Tesla CEO Elon Musk has sold $1.1 billion worth of shares to satisfy tax related obligations, following a Twitter poll on whether he should sell off 10 percent of his holdings to pay a proposed “billionaire's tax,” setting off worries that such a sale could hurt Tesla's share price.
According to a regulatory filing from the company late Wednesday, Musk made the sale as he exercised stock options the same day to acquire more than 2 million shares.
Those shares would have been valued at more than $2.3 billion at the market’s close on Wednesday.
Musk turned to Twitter Saturday, and phrased his poll as a tax question, telling followers that “much is made lately of unrealized gains being a means of tax avoidance, so I propose selling 10% of my Tesla stock.”
The poll collected more than 3.5 million votes, and 58 percent supported a sale, as Musk vowed to abide by the result.
Tesla recovered 4.3 percent to $1,067.95 in Wednesday’s trading session after shares dropped sharply over the Twitter poll.

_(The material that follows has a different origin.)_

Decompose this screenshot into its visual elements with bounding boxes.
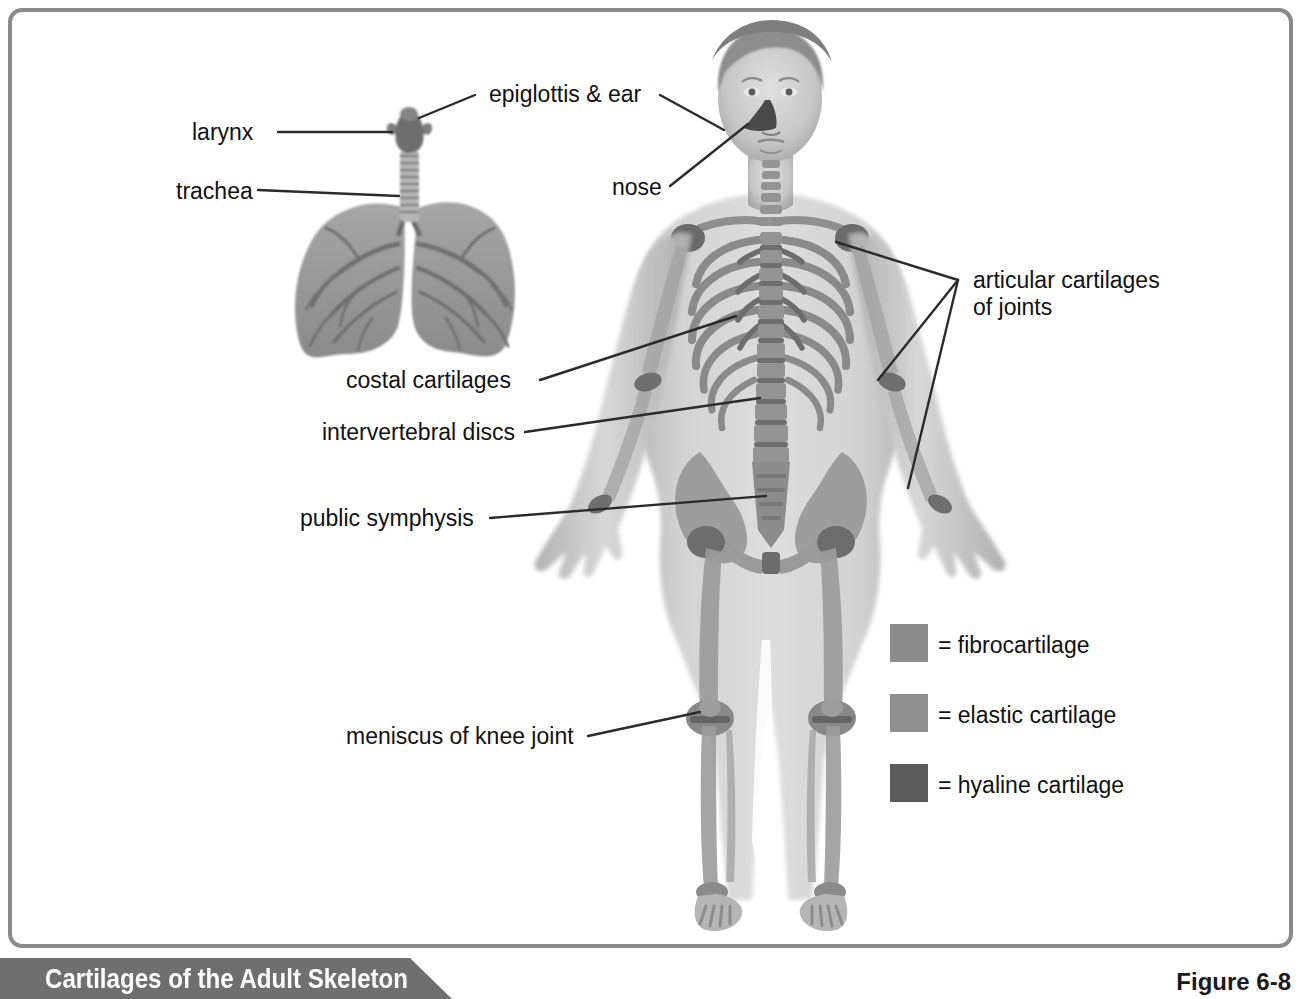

In light of the introduced billionaire tax, which would tax unrealized gains of a handful of the richest Americans, Musk said he does not take a cash salary or bonus, so “the only way for me to pay taxes personally is to sell stock.”
“The company itself is on fire, with strong results,' said Tim Ghriskey, a senior portfolio strategist at New York-based investment management firm Ingalls and Snyder. “That is not going to fade quickly.”